From Melinda May, CPA | Featherstone
A Fredericksburg Today Partner

This year has been a roller coaster for investors, with good months followed by steep pullbacks. At this point, you may have taken some gains and losses in your taxable accounts during 2018; you also may have unrealized losses as well as gains.

The classic strategy is to tabulate all of your capital gain and loss transactions for the year to date to see the net result so far. If you own mutual funds in taxable accounts, check the fund companies’ websites for projections of year-end capital gains distributions, which will count as taxable gains.

Net losses

If you have taken more losses than gains, you might want to take gains by year-end. Such gains won’t increase your income tax, as long as they don’t move you into positive gains for the year.

After you take gains by selling securities, you can buy them back right away if you want to maintain your investment. This will raise your basis in the reacquired shares, leading to better tax results on a subsequent sale.

If you don’t want to offset net losses with gains, you can deduct up to $3,000 of net capital losses on your 2018 tax return. Excess losses can be carried over to future years.

Net gains

If you end the year with net capital gains, you’ll owe tax; the tax rate might be steep if short-term capital gains (sales after a holding period of one year or less) are included. In this scenario, you might want to take capital losses by December 31 to bring down or eliminate this year’s net gains.

A capital loss won’t count for this year if you buy back the relinquished assets within 30 days of the sale in what is known as a wash sale. However, you can buy a similar asset if you wish. For instance, you can sell an emerging markets stock fund at a loss and put the proceeds into an emerging markets fund from another company immediately, if you think such stocks will rebound.
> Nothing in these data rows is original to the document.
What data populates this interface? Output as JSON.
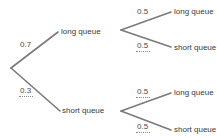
{
  "diagram": {
    "type": "probability-tree",
    "line_color": "#7a7a7a",
    "text_color": "#3a3a3a",
    "level1": [
      {
        "outcome": "long queue",
        "probability": "0.7",
        "filled_answer": false
      },
      {
        "outcome": "short queue",
        "probability": "0.3",
        "filled_answer": true
      }
    ],
    "level2": {
      "after_long_queue": [
        {
          "outcome": "long queue",
          "probability": "0.5",
          "filled_answer": false
        },
        {
          "outcome": "short queue",
          "probability": "0.5",
          "filled_answer": true
        }
      ],
      "after_short_queue": [
        {
          "outcome": "long queue",
          "probability": "0.5",
          "filled_answer": true
        },
        {
          "outcome": "short queue",
          "probability": "0.5",
          "filled_answer": true
        }
      ]
    }
  }
}
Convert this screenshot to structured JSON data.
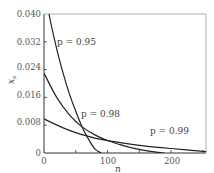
{
  "chart_data": {
    "type": "line",
    "title": "",
    "xlabel": "n",
    "ylabel": "x_s",
    "xlim": [
      0,
      255
    ],
    "ylim": [
      0,
      0.04
    ],
    "x_ticks": [
      "0",
      "100",
      "200"
    ],
    "y_ticks": [
      "0",
      "0.008",
      "0.016",
      "0.024",
      "0.032",
      "0.040"
    ],
    "grid": false,
    "legend": "inline annotations",
    "series": [
      {
        "name": "p=0.95",
        "label": "p=0.95",
        "x": [
          0,
          10,
          20,
          30,
          40,
          50,
          60,
          70,
          80,
          90
        ],
        "y": [
          0.048,
          0.038,
          0.03,
          0.023,
          0.017,
          0.012,
          0.0075,
          0.004,
          0.0012,
          0.0
        ]
      },
      {
        "name": "p=0.98",
        "label": "p=0.98",
        "x": [
          0,
          20,
          40,
          60,
          80,
          100,
          120,
          140,
          160,
          180,
          190
        ],
        "y": [
          0.023,
          0.016,
          0.011,
          0.0075,
          0.0052,
          0.0036,
          0.0024,
          0.0014,
          0.0007,
          0.0002,
          0.0
        ]
      },
      {
        "name": "p=0.99",
        "label": "p=0.99",
        "x": [
          0,
          40,
          80,
          120,
          160,
          200,
          255
        ],
        "y": [
          0.0098,
          0.0065,
          0.0043,
          0.003,
          0.002,
          0.0013,
          0.0004
        ]
      }
    ],
    "annotations": [
      {
        "text": "p = 0.95",
        "x": 20,
        "y": 0.032
      },
      {
        "text": "p = 0.98",
        "x": 60,
        "y": 0.0098
      },
      {
        "text": "p = 0.99",
        "x": 160,
        "y": 0.0045
      }
    ]
  },
  "labels": {
    "x_axis": "n",
    "y_axis": "x",
    "y_axis_sub": "s",
    "ann_095": "p = 0.95",
    "ann_098": "p = 0.98",
    "ann_099": "p = 0.99"
  }
}
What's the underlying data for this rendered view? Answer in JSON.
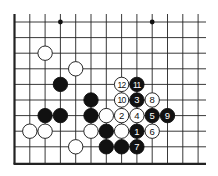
{
  "board": {
    "origin_x": 14.5,
    "origin_y": 22,
    "col_spacing": 15.3,
    "row_spacing": 15.6,
    "cols": 13,
    "rows": 10,
    "right_extend": 206,
    "left_edge": true,
    "bottom_edge": true,
    "line_color": "#222222",
    "star_points": [
      [
        3,
        0
      ],
      [
        9,
        0
      ]
    ]
  },
  "stones": [
    {
      "color": "white",
      "col": 2,
      "row": 2
    },
    {
      "color": "white",
      "col": 4,
      "row": 3
    },
    {
      "color": "black",
      "col": 3,
      "row": 4
    },
    {
      "color": "black",
      "col": 5,
      "row": 5
    },
    {
      "color": "black",
      "col": 2,
      "row": 6
    },
    {
      "color": "black",
      "col": 3,
      "row": 6
    },
    {
      "color": "black",
      "col": 5,
      "row": 6
    },
    {
      "color": "white",
      "col": 6,
      "row": 6
    },
    {
      "color": "white",
      "col": 1,
      "row": 7
    },
    {
      "color": "white",
      "col": 2,
      "row": 7
    },
    {
      "color": "white",
      "col": 5,
      "row": 7
    },
    {
      "color": "black",
      "col": 6,
      "row": 7
    },
    {
      "color": "white",
      "col": 7,
      "row": 7
    },
    {
      "color": "white",
      "col": 4,
      "row": 8
    },
    {
      "color": "black",
      "col": 6,
      "row": 8
    },
    {
      "color": "black",
      "col": 7,
      "row": 8
    }
  ],
  "moves": [
    {
      "label": "1",
      "color": "black",
      "col": 8,
      "row": 7
    },
    {
      "label": "2",
      "color": "white",
      "col": 7,
      "row": 6
    },
    {
      "label": "3",
      "color": "black",
      "col": 8,
      "row": 5
    },
    {
      "label": "4",
      "color": "white",
      "col": 8,
      "row": 6
    },
    {
      "label": "5",
      "color": "black",
      "col": 9,
      "row": 6
    },
    {
      "label": "6",
      "color": "white",
      "col": 9,
      "row": 7
    },
    {
      "label": "7",
      "color": "black",
      "col": 8,
      "row": 8
    },
    {
      "label": "8",
      "color": "white",
      "col": 9,
      "row": 5
    },
    {
      "label": "9",
      "color": "black",
      "col": 10,
      "row": 6
    },
    {
      "label": "10",
      "color": "white",
      "col": 7,
      "row": 5
    },
    {
      "label": "11",
      "color": "black",
      "col": 8,
      "row": 4
    },
    {
      "label": "12",
      "color": "white",
      "col": 7,
      "row": 4
    }
  ]
}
Assuming you have held the devalued assets for more than 30 days, another strategy is to simply wait on the sidelines for at least 31 days after selling the assets for a loss, then buy back the stock or fund you’ve sold. You won’t have a wash sale, so the capital loss will be effective.

One other plan is possible if you act before the end of November. You can “double up” by buying an equal amount of the securities you intend to sell at a loss. Then, wait 31 days to sell the original position by year-end for a capital loss in 2018. If the shares have bounced back by then, you probably won’t regret buying more of them!


Featherstone LLC provides Tax Planning & Preparation, Accounting and CFO Consulting. Please contact the company by email at [email protected] or by calling 540-227-4321.